Monday, May 14, 2018

Hypothetical-dilemma research has little predictive value for actual behavior

This is a topic of some continuing fascination to me - the gap between ideal and actual. Whether it is surveys, product launches, pilot tests versus full-deployment, time and again the actual is different from the anticipated.

From Of Mice, Men, and Trolleys: Hypothetical Judgment Versus Real-Life Behavior in Trolley-Style Moral Dilemmas by Dries H. Bostyn, Sybren Sevenhant, and Arne Roets. The trolley problem is a common thought test in philosophy, sociology, and economics.

From Wikipedia:
There is a runaway trolley barreling down the railway tracks. Ahead, on the tracks, there are five people tied up and unable to move. The trolley is headed straight for them. You are standing some distance off in the train yard, next to a lever. If you pull this lever, the trolley will switch to a different set of tracks. However, you notice that there is one person tied up on the side track. You have two options:

Do nothing, and the trolley kills the five people on the main track.

Pull the lever, diverting the trolley onto the side track where it will kill one person.
Which is the most ethical choice?
There are hundreds of versions and variations of this fundamental structure.

From the Abstract of Bostyn et al.
Scholars have been using hypothetical dilemmas to investigate moral decision making for decades. However, whether people’s responses to these dilemmas truly reflect the decisions they would make in real life is unclear. In the current study, participants had to make the real-life decision to administer an electroshock (that they did not know was bogus) to a single mouse or allow five other mice to receive the shock. Our results indicate that responses to hypothetical dilemmas are not predictive of real-life dilemma behavior, but they are predictive of affective and cognitive aspects of the real-life decision. Furthermore, participants were twice as likely to refrain from shocking the single mouse when confronted with a hypothetical versus the real version of the dilemma. We argue that hypothetical-dilemma research, while valuable for understanding moral cognition, has little predictive value for actual behavior and that future studies should investigate actual moral behavior along with the hypothetical scenarios dominating the field.
I do not think this is the end of the road by any means. Much more to be discovered about our framing and meta-framing of issues.

I am not surprised about their findings. It is a long time since I had much comfort level with the predictive power of thought experiments. They are useful in early stages but are usually most useful in revealing just how little one knows about the issue one is investigating.

The mismatch between hypothetical and actual is closely related in not fully understood ways to the concept of revealed preference. In economics, and business, it is common for people to say they want X but when you look at what they buy (or spend time on), they are clearly more interested in Y.

I want to lose weight but I'll have just one more slice of pie, thank you.

Sometimes there is hypocrisy at work. They say they want X (ex. income equality) for social signaling reasons to demonstrate their innate goodness but they consciously choose Y (ex. becoming an investment banker) because they really do want to earn more than everyone else.

But usually the mismatch has numerous and unclear origins. We fail to estimate the real cost of X, or underestimate the desirability of Y. Sometimes we simply have not actually examined the trade-off at all. Sometimes our frame of reference or understanding of the context changes. Sometimes we are hypocrites but usually we are simply human.

So it is not surprising that there is a gap between how we think we should or would act and how we do actually act. It is not surprising but it is interesting.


Work instruction: Work out how many lines in the entries below include the word "nenvironment". Give nothing but the number.

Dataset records
------------------------------------

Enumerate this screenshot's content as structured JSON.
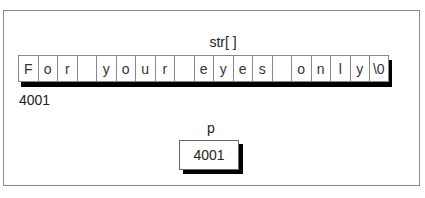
{
  "diagram": {
    "array": {
      "label": "str[ ]",
      "cells": [
        "F",
        "o",
        "r",
        "",
        "y",
        "o",
        "u",
        "r",
        "",
        "e",
        "y",
        "e",
        "s",
        "",
        "o",
        "n",
        "l",
        "y",
        "\\0"
      ],
      "base_address": "4001"
    },
    "pointer": {
      "label": "p",
      "value": "4001"
    }
  }
}
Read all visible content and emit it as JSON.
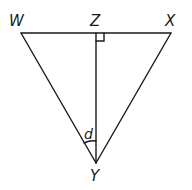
{
  "diagram": {
    "type": "triangle-with-altitude",
    "points": {
      "W": {
        "label": "W",
        "x": 21,
        "y": 33
      },
      "X": {
        "label": "X",
        "x": 171,
        "y": 33
      },
      "Y": {
        "label": "Y",
        "x": 96,
        "y": 163
      },
      "Z": {
        "label": "Z",
        "x": 96,
        "y": 33
      }
    },
    "segments": [
      "WX",
      "WY",
      "XY",
      "ZY"
    ],
    "right_angle": {
      "at": "Z",
      "between": [
        "ZX",
        "ZY"
      ]
    },
    "angle": {
      "vertex": "Y",
      "between": [
        "YW",
        "YZ"
      ],
      "label": "d"
    },
    "colors": {
      "line": "#1a1a1a",
      "background": "#ffffff"
    }
  }
}
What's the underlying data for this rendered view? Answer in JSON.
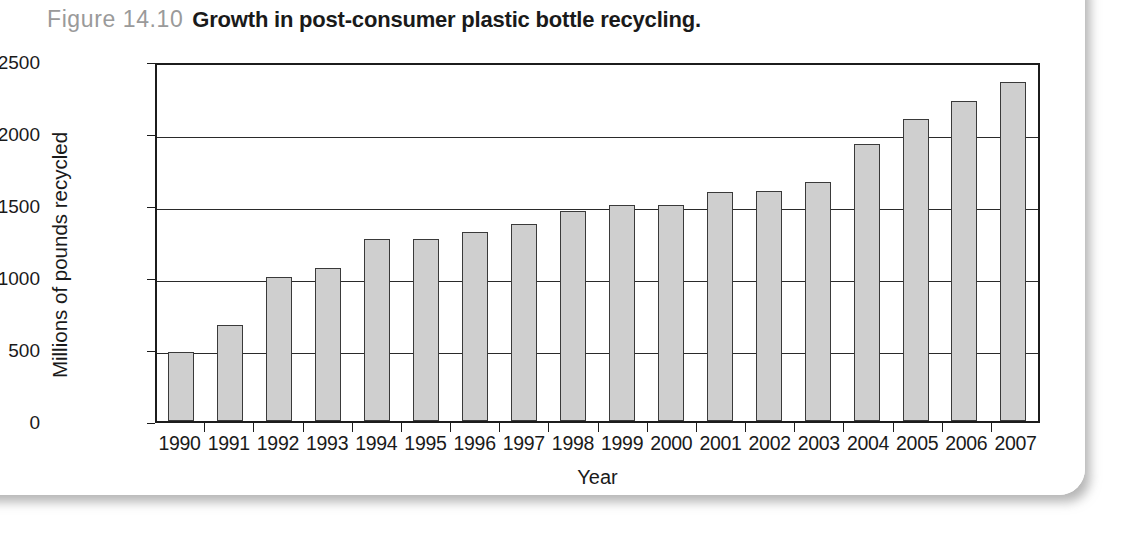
{
  "figure": {
    "number_label": "Figure 14.10",
    "caption": "Growth in post-consumer plastic bottle recycling."
  },
  "chart_data": {
    "type": "bar",
    "title": "Growth in post-consumer plastic bottle recycling.",
    "xlabel": "Year",
    "ylabel": "Millions of pounds recycled",
    "ylim": [
      0,
      2500
    ],
    "yticks": [
      0,
      500,
      1000,
      1500,
      2000,
      2500
    ],
    "ytick_labels": [
      "0",
      "500",
      "1000",
      "1500",
      "2000",
      "2500"
    ],
    "grid": "horizontal",
    "legend": "none",
    "bar_color": "#cfcfcf",
    "bar_edge_color": "#3a3a3a",
    "categories": [
      "1990",
      "1991",
      "1992",
      "1993",
      "1994",
      "1995",
      "1996",
      "1997",
      "1998",
      "1999",
      "2000",
      "2001",
      "2002",
      "2003",
      "2004",
      "2005",
      "2006",
      "2007"
    ],
    "values": [
      480,
      670,
      1000,
      1065,
      1265,
      1265,
      1315,
      1370,
      1455,
      1500,
      1500,
      1590,
      1600,
      1660,
      1925,
      2100,
      2225,
      2355
    ]
  }
}
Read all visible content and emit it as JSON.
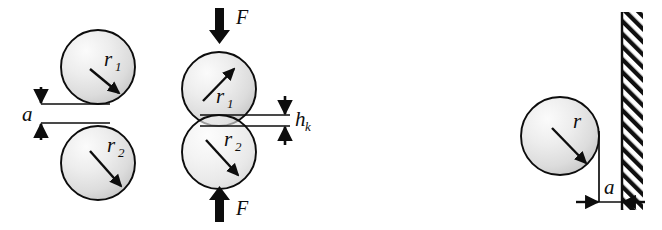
{
  "figure": {
    "background_color": "#ffffff",
    "line_color": "#0d0d0d",
    "sphere_fill_light": "#f2f2f2",
    "sphere_fill_mid": "#d8d8d8",
    "sphere_fill_edge": "#c2c2c2",
    "hatch_color": "#0d0d0d",
    "width": 662,
    "height": 230
  },
  "panels": {
    "left": {
      "name": "two-spheres-separated",
      "gap_label": "a",
      "upper_sphere": {
        "radius_label": "r",
        "radius_subscript": "1",
        "arrow_direction": "down-right"
      },
      "lower_sphere": {
        "radius_label": "r",
        "radius_subscript": "2",
        "arrow_direction": "down-right"
      }
    },
    "middle": {
      "name": "two-spheres-compressed",
      "overlap_label": "h",
      "overlap_subscript": "k",
      "force_top_label": "F",
      "force_bottom_label": "F",
      "force_top_direction": "down",
      "force_bottom_direction": "up",
      "upper_sphere": {
        "radius_label": "r",
        "radius_subscript": "1",
        "arrow_direction": "up-right"
      },
      "lower_sphere": {
        "radius_label": "r",
        "radius_subscript": "2",
        "arrow_direction": "down-right"
      }
    },
    "right": {
      "name": "sphere-near-wall",
      "gap_label": "a",
      "sphere": {
        "radius_label": "r",
        "radius_subscript": "",
        "arrow_direction": "down-right"
      },
      "wall": {
        "name": "hatched-wall",
        "hatch_direction": "lower-left-to-upper-right"
      }
    }
  }
}
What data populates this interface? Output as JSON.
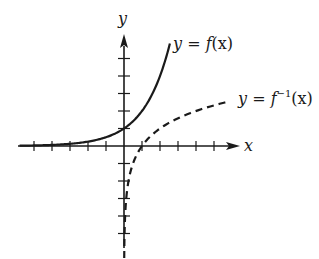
{
  "chart_data": {
    "type": "line",
    "title": "",
    "xlabel": "x",
    "ylabel": "y",
    "xlim": [
      -5.1,
      6.5
    ],
    "ylim": [
      -6.4,
      6.2
    ],
    "x_ticks": [
      -5,
      -4,
      -3,
      -2,
      -1,
      1,
      2,
      3,
      4,
      5
    ],
    "y_ticks": [
      -5,
      -4,
      -3,
      -2,
      -1,
      1,
      2,
      3,
      4,
      5
    ],
    "grid": false,
    "series": [
      {
        "name": "y = f(x)",
        "style": "solid",
        "function": "2^x",
        "x": [
          -5.8,
          -5,
          -4,
          -3,
          -2,
          -1,
          0,
          0.5,
          1,
          1.5,
          2,
          2.3,
          2.55
        ],
        "y": [
          0.018,
          0.031,
          0.063,
          0.125,
          0.25,
          0.5,
          1,
          1.41,
          2,
          2.83,
          4,
          4.92,
          5.86
        ]
      },
      {
        "name": "y = f⁻¹(x)",
        "style": "dashed",
        "function": "log2(x)",
        "x": [
          0.012,
          0.03,
          0.0625,
          0.125,
          0.25,
          0.5,
          1,
          1.5,
          2,
          3,
          4,
          5,
          5.9
        ],
        "y": [
          -6.4,
          -5.06,
          -4,
          -3,
          -2,
          -1,
          0,
          0.58,
          1,
          1.58,
          2,
          2.32,
          2.56
        ]
      }
    ],
    "annotations": [
      {
        "label_parts": {
          "pre": "y = ",
          "func": "f",
          "sup": "",
          "post": "(x)"
        },
        "series": "y = f(x)"
      },
      {
        "label_parts": {
          "pre": "y = ",
          "func": "f",
          "sup": "−1",
          "post": "(x)"
        },
        "series": "y = f⁻¹(x)"
      }
    ]
  },
  "labels": {
    "x_axis": "x",
    "y_axis": "y",
    "f_pre": "y = ",
    "f_func": "f",
    "f_post": "(x)",
    "finv_pre": "y = ",
    "finv_func": "f",
    "finv_sup": "−1",
    "finv_post": "(x)"
  }
}
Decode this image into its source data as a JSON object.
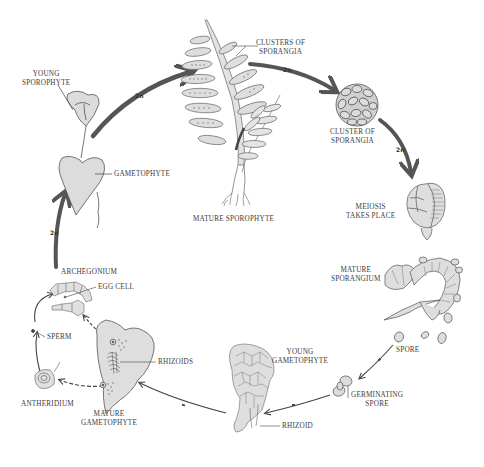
{
  "diagram": {
    "type": "life-cycle",
    "stages": [
      {
        "id": "mature-sporophyte",
        "label": "MATURE SPOROPHYTE",
        "ploidy": "2n"
      },
      {
        "id": "clusters-of-sporangia-leaf",
        "label": "CLUSTERS OF SPORANGIA",
        "ploidy": "2n"
      },
      {
        "id": "cluster-of-sporangia",
        "label": "CLUSTER OF SPORANGIA",
        "ploidy": "2n"
      },
      {
        "id": "meiosis",
        "label": "MEIOSIS TAKES PLACE"
      },
      {
        "id": "mature-sporangium",
        "label": "MATURE SPORANGIUM"
      },
      {
        "id": "spore",
        "label": "SPORE",
        "ploidy": "n"
      },
      {
        "id": "germinating-spore",
        "label": "GERMINATING SPORE",
        "ploidy": "n"
      },
      {
        "id": "young-gametophyte",
        "label": "YOUNG GAMETOPHYTE",
        "ploidy": "n"
      },
      {
        "id": "mature-gametophyte",
        "label": "MATURE GAMETOPHYTE",
        "ploidy": "n"
      },
      {
        "id": "antheridium",
        "label": "ANTHERIDIUM"
      },
      {
        "id": "sperm",
        "label": "SPERM"
      },
      {
        "id": "archegonium",
        "label": "ARCHEGONIUM"
      },
      {
        "id": "egg-cell",
        "label": "EGG CELL"
      },
      {
        "id": "gametophyte",
        "label": "GAMETOPHYTE"
      },
      {
        "id": "young-sporophyte",
        "label": "YOUNG SPOROPHYTE",
        "ploidy": "2n"
      }
    ]
  },
  "labels": {
    "young_sporophyte_1": "YOUNG",
    "young_sporophyte_2": "SPOROPHYTE",
    "gametophyte": "GAMETOPHYTE",
    "clusters_1": "CLUSTERS OF",
    "clusters_2": "SPORANGIA",
    "mature_sporophyte": "MATURE SPOROPHYTE",
    "cluster_1": "CLUSTER OF",
    "cluster_2": "SPORANGIA",
    "meiosis_1": "MEIOSIS",
    "meiosis_2": "TAKES PLACE",
    "mature_sporangium_1": "MATURE",
    "mature_sporangium_2": "SPORANGIUM",
    "spore": "SPORE",
    "germinating_1": "GERMINATING",
    "germinating_2": "SPORE",
    "young_gametophyte_1": "YOUNG",
    "young_gametophyte_2": "GAMETOPHYTE",
    "rhizoid": "RHIZOID",
    "rhizoids": "RHIZOIDS",
    "mature_gametophyte_1": "MATURE",
    "mature_gametophyte_2": "GAMETOPHYTE",
    "antheridium": "ANTHERIDIUM",
    "sperm": "SPERM",
    "archegonium": "ARCHEGONIUM",
    "egg_cell": "EGG CELL"
  },
  "ploidy_marks": {
    "arrow_to_sporophyte": "2n",
    "arrow_to_cluster": "2n",
    "arrow_to_meiosis": "2n",
    "arrow_up_left": "2n",
    "arrow_spore": "n",
    "arrow_germinating": "n",
    "arrow_to_mature_gametophyte": "n"
  },
  "colors": {
    "ink": "#3a3a3a",
    "fill": "#d9d9d9",
    "arrow": "#555555"
  }
}
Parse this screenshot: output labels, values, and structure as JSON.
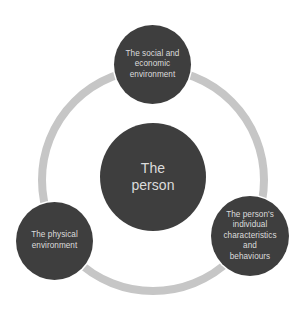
{
  "diagram": {
    "type": "cycle",
    "colors": {
      "node_fill": "#3e3e3e",
      "node_text": "#dcdcdc",
      "ring": "#c6c6c6",
      "background": "#ffffff"
    },
    "center": {
      "label": "The\nperson"
    },
    "nodes": [
      {
        "id": "top",
        "label": "The social and\neconomic\nenvironment"
      },
      {
        "id": "right",
        "label": "The person's\nindividual\ncharacteristics\nand\nbehaviours"
      },
      {
        "id": "left",
        "label": "The physical\nenvironment"
      }
    ]
  }
}
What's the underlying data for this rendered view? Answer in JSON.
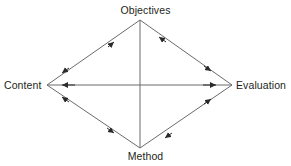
{
  "diagram": {
    "shape": "rhombus",
    "line_color": "#6b6b6b",
    "text_color": "#231f20",
    "background_color": "#ffffff",
    "nodes": [
      {
        "id": "objectives",
        "label": "Objectives",
        "position": "top",
        "x": 140,
        "y": 20
      },
      {
        "id": "content",
        "label": "Content",
        "position": "left",
        "x": 47,
        "y": 85
      },
      {
        "id": "evaluation",
        "label": "Evaluation",
        "position": "right",
        "x": 232,
        "y": 85
      },
      {
        "id": "method",
        "label": "Method",
        "position": "bottom",
        "x": 140,
        "y": 148
      }
    ],
    "edges": [
      {
        "id": "content-objectives",
        "from": "content",
        "to": "objectives",
        "arrows": "both"
      },
      {
        "id": "objectives-evaluation",
        "from": "objectives",
        "to": "evaluation",
        "arrows": "both"
      },
      {
        "id": "content-method",
        "from": "content",
        "to": "method",
        "arrows": "both"
      },
      {
        "id": "method-evaluation",
        "from": "method",
        "to": "evaluation",
        "arrows": "both"
      },
      {
        "id": "content-evaluation",
        "from": "content",
        "to": "evaluation",
        "arrows": "both"
      },
      {
        "id": "objectives-method",
        "from": "objectives",
        "to": "method",
        "arrows": "none"
      }
    ]
  }
}
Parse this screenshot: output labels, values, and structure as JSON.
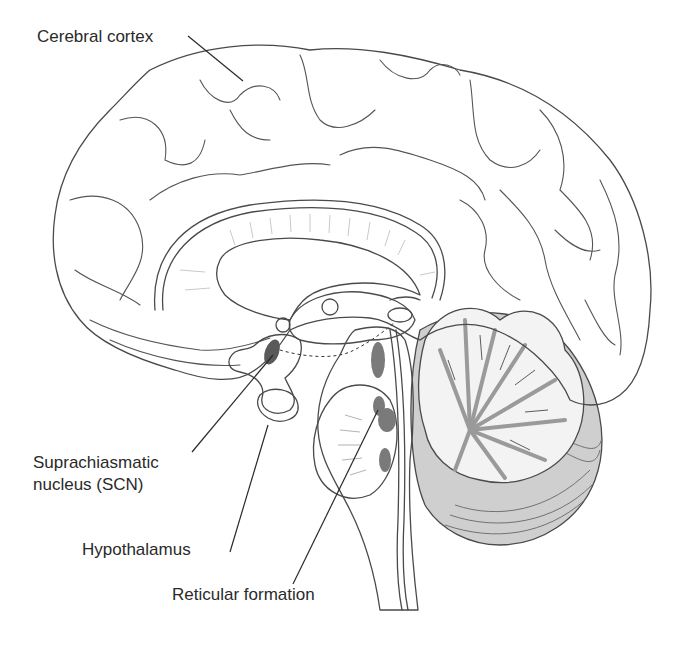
{
  "figure": {
    "type": "mid-sagittal brain anatomy illustration",
    "colors": {
      "cortex_fill": "#ececec",
      "outline": "#4a4a4a",
      "deep_structure_fill": "#c8c8c8",
      "brainstem_fill": "#bdbdbd",
      "nucleus_fill": "#8a8a8a",
      "cerebellum_white": "#f3f3f3",
      "cerebellum_arbor": "#9a9a9a",
      "label_text": "#2a2a2a"
    }
  },
  "labels": {
    "cerebral_cortex": "Cerebral cortex",
    "scn_line1": "Suprachiasmatic",
    "scn_line2": "nucleus (SCN)",
    "hypothalamus": "Hypothalamus",
    "reticular_formation": "Reticular formation"
  }
}
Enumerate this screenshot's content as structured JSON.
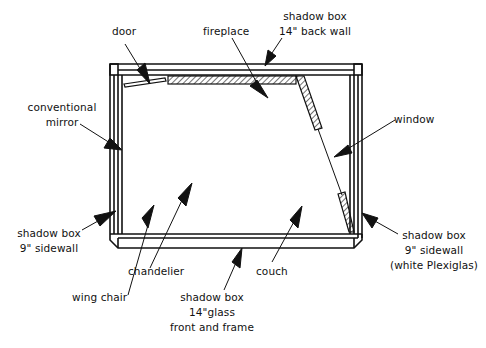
{
  "diagram": {
    "type": "plan-view schematic",
    "colors": {
      "line": "#111111",
      "background": "#ffffff"
    },
    "labels": {
      "door": "door",
      "fireplace": "fireplace",
      "back_wall": {
        "line1": "shadow box",
        "line2": "14\" back wall"
      },
      "mirror": {
        "line1": "conventional",
        "line2": "mirror"
      },
      "window": "window",
      "left_sidewall": {
        "line1": "shadow box",
        "line2": "9\" sidewall"
      },
      "right_sidewall": {
        "line1": "shadow box",
        "line2": "9\" sidewall",
        "line3": "(white Plexiglas)"
      },
      "chandelier": "chandelier",
      "wing_chair": "wing chair",
      "couch": "couch",
      "front": {
        "line1": "shadow box",
        "line2": "14\"glass",
        "line3": "front and frame"
      }
    }
  }
}
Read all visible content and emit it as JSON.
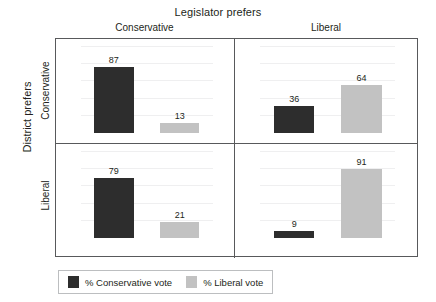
{
  "chart_data": {
    "type": "bar",
    "title": "",
    "layout": "2x2 panel (trellis) grouped bar chart",
    "col_group_title": "Legislator prefers",
    "row_group_title": "District prefers",
    "col_categories": [
      "Conservative",
      "Liberal"
    ],
    "row_categories": [
      "Conservative",
      "Liberal"
    ],
    "series": [
      {
        "name": "% Conservative vote",
        "color": "#2d2d2d"
      },
      {
        "name": "% Liberal vote",
        "color": "#c2c2c2"
      }
    ],
    "ylim": [
      0,
      100
    ],
    "grid": true,
    "gridlines": [
      20,
      40,
      60,
      80,
      100
    ],
    "legend_position": "bottom-left",
    "xlabel": "",
    "ylabel": "",
    "panels": [
      {
        "row": "Conservative",
        "col": "Conservative",
        "values": [
          87,
          13
        ],
        "labels": [
          "87",
          "13"
        ]
      },
      {
        "row": "Conservative",
        "col": "Liberal",
        "values": [
          36,
          64
        ],
        "labels": [
          "36",
          "64"
        ]
      },
      {
        "row": "Liberal",
        "col": "Conservative",
        "values": [
          79,
          21
        ],
        "labels": [
          "79",
          "21"
        ]
      },
      {
        "row": "Liberal",
        "col": "Liberal",
        "values": [
          9,
          91
        ],
        "labels": [
          "9",
          "91"
        ]
      }
    ]
  },
  "legend": {
    "items": [
      {
        "label": "% Conservative vote",
        "color": "#2d2d2d"
      },
      {
        "label": "% Liberal vote",
        "color": "#c2c2c2"
      }
    ]
  }
}
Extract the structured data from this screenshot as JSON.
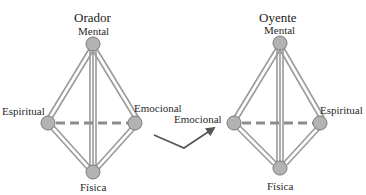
{
  "colors": {
    "node_fill": "#b3b3b3",
    "node_stroke": "#7a7a7a",
    "line": "#9a9a9a",
    "dash": "#8c8c8c",
    "arrow": "#555555",
    "text": "#2a2a2a"
  },
  "diagrams": [
    {
      "title": "Orador",
      "nodes": [
        {
          "id": "mental",
          "label": "Mental"
        },
        {
          "id": "espiritual",
          "label": "Espiritual"
        },
        {
          "id": "emocional",
          "label": "Emocional"
        },
        {
          "id": "fisica",
          "label": "Física"
        }
      ]
    },
    {
      "title": "Oyente",
      "nodes": [
        {
          "id": "mental",
          "label": "Mental"
        },
        {
          "id": "emocional",
          "label": "Emocional"
        },
        {
          "id": "espiritual",
          "label": "Espiritual"
        },
        {
          "id": "fisica",
          "label": "Física"
        }
      ]
    }
  ],
  "connector": {
    "type": "arrow",
    "from": "Orador",
    "to": "Oyente.Emocional"
  }
}
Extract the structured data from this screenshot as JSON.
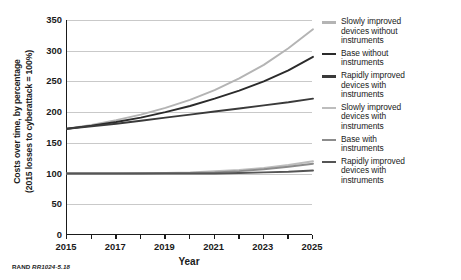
{
  "chart_data": {
    "type": "line",
    "title": "",
    "xlabel": "Year",
    "ylabel": "Costs over time, by percentage (2015 losses to cyberattack = 100%)",
    "ylabel_line1": "Costs over time, by percentage",
    "ylabel_line2": "(2015 losses to cyberattack = 100%)",
    "xlim": [
      2015,
      2025
    ],
    "ylim": [
      0,
      350
    ],
    "yticks": [
      0,
      50,
      100,
      150,
      200,
      250,
      300,
      350
    ],
    "ytick_labels": [
      "0",
      "50",
      "100",
      "150",
      "200",
      "250",
      "300",
      "350"
    ],
    "xticks": [
      2015,
      2016,
      2017,
      2018,
      2019,
      2020,
      2021,
      2022,
      2023,
      2024,
      2025
    ],
    "xtick_labels": [
      "2015",
      "2017",
      "2019",
      "2021",
      "2023",
      "2025"
    ],
    "xtick_labeled_values": [
      2015,
      2017,
      2019,
      2021,
      2023,
      2025
    ],
    "grid": "horizontal",
    "legend_position": "right",
    "x": [
      2015,
      2016,
      2017,
      2018,
      2019,
      2020,
      2021,
      2022,
      2023,
      2024,
      2025
    ],
    "series": [
      {
        "name": "Slowly improved devices without instruments",
        "color": "#b4b4b4",
        "values": [
          173,
          179,
          187,
          196,
          207,
          220,
          236,
          255,
          277,
          304,
          335
        ]
      },
      {
        "name": "Base without instruments",
        "color": "#2b2b2b",
        "values": [
          173,
          178,
          184,
          191,
          200,
          210,
          222,
          235,
          250,
          268,
          290
        ]
      },
      {
        "name": "Rapidly improved devices with instruments",
        "color": "#3a3a3a",
        "values": [
          173,
          177,
          181,
          186,
          191,
          196,
          201,
          206,
          211,
          216,
          222
        ]
      },
      {
        "name": "Slowly improved devices with instruments",
        "color": "#bdbdbd",
        "values": [
          100,
          100,
          100,
          101,
          101,
          102,
          104,
          106,
          109,
          114,
          120
        ]
      },
      {
        "name": "Base with instruments",
        "color": "#8c8c8c",
        "values": [
          100,
          100,
          100,
          100,
          101,
          101,
          102,
          104,
          107,
          111,
          116
        ]
      },
      {
        "name": "Rapidly improved devices with instruments",
        "color": "#555555",
        "values": [
          100,
          100,
          100,
          100,
          100,
          100,
          100,
          101,
          102,
          103,
          105
        ]
      }
    ]
  },
  "legend": {
    "items": [
      {
        "label_lines": [
          "Slowly improved",
          "devices without",
          "instruments"
        ],
        "color": "#b4b4b4"
      },
      {
        "label_lines": [
          "Base without",
          "instruments"
        ],
        "color": "#2b2b2b"
      },
      {
        "label_lines": [
          "Rapidly improved",
          "devices with",
          "instruments"
        ],
        "color": "#3a3a3a"
      },
      {
        "label_lines": [
          "Slowly improved",
          "devices with",
          "instruments"
        ],
        "color": "#bdbdbd"
      },
      {
        "label_lines": [
          "Base with",
          "instruments"
        ],
        "color": "#8c8c8c"
      },
      {
        "label_lines": [
          "Rapidly improved",
          "devices with",
          "instruments"
        ],
        "color": "#555555"
      }
    ]
  },
  "source_note": {
    "prefix": "RAND ",
    "id": "RR1024-5.18"
  }
}
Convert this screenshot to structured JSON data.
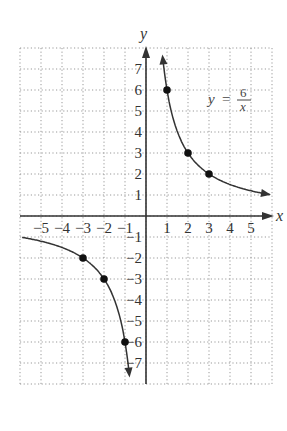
{
  "chart_data": {
    "type": "line",
    "title": "",
    "equation": {
      "lhs": "y",
      "eq": "=",
      "numerator": "6",
      "denominator": "x"
    },
    "xlabel": "x",
    "ylabel": "y",
    "xlim": [
      -6,
      6
    ],
    "ylim": [
      -8,
      8
    ],
    "grid": true,
    "grid_style": "dotted",
    "x_ticks": [
      -5,
      -4,
      -3,
      -2,
      -1,
      1,
      2,
      3,
      4,
      5
    ],
    "x_tick_labels": [
      "−5",
      "−4",
      "−3",
      "−2",
      "−1",
      "1",
      "2",
      "3",
      "4",
      "5"
    ],
    "y_ticks": [
      7,
      6,
      5,
      4,
      3,
      2,
      1,
      -1,
      -2,
      -3,
      -4,
      -5,
      -6,
      -7
    ],
    "y_tick_labels": [
      "7",
      "6",
      "5",
      "4",
      "3",
      "2",
      "1",
      "−1",
      "−2",
      "−3",
      "−4",
      "−5",
      "−6",
      "−7"
    ],
    "series": [
      {
        "name": "y = 6/x (x > 0)",
        "function": "6/x",
        "domain": [
          0.8,
          5.9
        ],
        "points": [
          {
            "x": 1,
            "y": 6
          },
          {
            "x": 2,
            "y": 3
          },
          {
            "x": 3,
            "y": 2
          }
        ]
      },
      {
        "name": "y = 6/x (x < 0)",
        "function": "6/x",
        "domain": [
          -5.9,
          -0.8
        ],
        "points": [
          {
            "x": -3,
            "y": -2
          },
          {
            "x": -2,
            "y": -3
          },
          {
            "x": -1,
            "y": -6
          }
        ]
      }
    ]
  },
  "labels": {
    "x_axis": "x",
    "y_axis": "y",
    "eq_lhs": "y",
    "eq_sign": "=",
    "eq_num": "6",
    "eq_den": "x"
  }
}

------------------------------------

Worked solution: 2